Προσθήκη στα αγαπημένα
Boolean algebra, also called Boolean logic, is at the heart of the electronic circuitry in everything we use—from our computers and cars, to home appliances. How did a system of mathematics established in the Victorian era become the basis for such incredible technological achievements a century later? In The Logician and the Engineer, Paul Nahin combines engaging problems and a colorful historical narrative to tell the remarkable story of how two men in different eras—mathematician and philosopher George Boole and electrical engineer and pioneering information theorist Claude Shannon—advanced Boolean logic and became founding fathers of the electronic communications age.

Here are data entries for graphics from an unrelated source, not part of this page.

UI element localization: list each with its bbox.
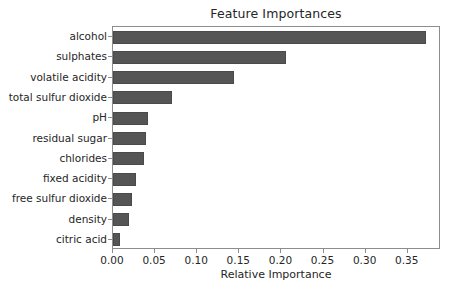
bar-chlorides — [113, 152, 144, 165]
bar-citric-acid — [113, 233, 120, 246]
bar-residual-sugar — [113, 132, 146, 145]
x-tick-label-0.15: 0.15 — [227, 254, 250, 266]
bar-row — [113, 108, 439, 128]
bar-alcohol — [113, 31, 426, 44]
bar-density — [113, 213, 129, 226]
plot-area — [112, 26, 440, 249]
bar-row — [113, 169, 439, 189]
bar-row — [113, 128, 439, 148]
bars-layer — [113, 27, 439, 248]
x-tick-label-0.05: 0.05 — [142, 254, 165, 266]
x-tick-label-0.10: 0.10 — [185, 254, 208, 266]
bar-row — [113, 230, 439, 250]
bar-fixed-acidity — [113, 173, 136, 186]
chart-title: Feature Importances — [112, 6, 440, 21]
x-tick-label-0.20: 0.20 — [269, 254, 292, 266]
x-tick-mark — [112, 249, 113, 253]
bar-row — [113, 27, 439, 47]
x-tick-mark — [365, 249, 366, 253]
bar-row — [113, 209, 439, 229]
bar-row — [113, 88, 439, 108]
x-tick-mark — [238, 249, 239, 253]
x-tick-mark — [154, 249, 155, 253]
bar-volatile-acidity — [113, 71, 234, 84]
x-tick-label-0.00: 0.00 — [100, 254, 123, 266]
x-tick-mark — [323, 249, 324, 253]
x-tick-mark — [196, 249, 197, 253]
x-axis-ticks: 0.000.050.100.150.200.250.300.35 — [112, 249, 442, 269]
bar-pH — [113, 112, 148, 125]
bar-total-sulfur-dioxide — [113, 91, 172, 104]
x-axis-title: Relative Importance — [112, 268, 440, 281]
x-tick-label-0.35: 0.35 — [395, 254, 418, 266]
figure-canvas: Feature Importances alcoholsulphatesvola… — [0, 0, 454, 294]
bar-free-sulfur-dioxide — [113, 193, 132, 206]
bar-sulphates — [113, 51, 286, 64]
x-tick-label-0.30: 0.30 — [353, 254, 376, 266]
x-tick-mark — [280, 249, 281, 253]
bar-row — [113, 149, 439, 169]
bar-row — [113, 189, 439, 209]
y-axis-ticks — [0, 26, 112, 249]
bar-row — [113, 47, 439, 67]
x-tick-mark — [407, 249, 408, 253]
bar-row — [113, 68, 439, 88]
x-tick-label-0.25: 0.25 — [311, 254, 334, 266]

Nahin takes readers from fundamental concepts to a deeper and more sophisticated understanding of modern digital machines, in order to explore computing and its possible limitations in the twenty-first century and beyond.
Preface xi
1 What You Need to Know to Read This Book 1
Notes and References 5
2 Introduction 6
Notes and References 14
3 George Boole and Claude Shannon: Two Mini-Biographies 17
4 Boolean Algebra 43
5 Logical Switching Circuits 67
6 Boole, Shannon, and Probability 88
7 Some Combinatorial Logic Examples 114
8 Sequential-State Digital Circuits 139
9 Turing Machines 161
10 Beyond Boole and Shannon 176
Epilogue
For the Future: The Anti-Amphibological Machine 210
Appendix
Fundamental Electric Circuit Concepts 219
Acknowledgments 223
Index 225
Περιγραφή
Boolean algebra, also called Boolean logic, is at the heart of the electronic circuitry in everything we use—from our computers and cars, to home appliances. How did a system of mathematics established in the Victorian era become the basis for such incredible technological achievements a century later? In The Logician and the Engineer, Paul Nahin combines engaging problems and a colorful historical narrative to tell the remarkable story of how two men in different eras—mathematician and philosopher George Boole and electrical engineer and pioneering information theorist Claude Shannon—advanced Boolean logic and became founding fathers of the electronic communications age. Nahin takes readers from fundamental concepts to a deeper and more sophisticated understanding of modern digital machines, in order to explore computing and its possible limitations in the twenty-first century and beyond.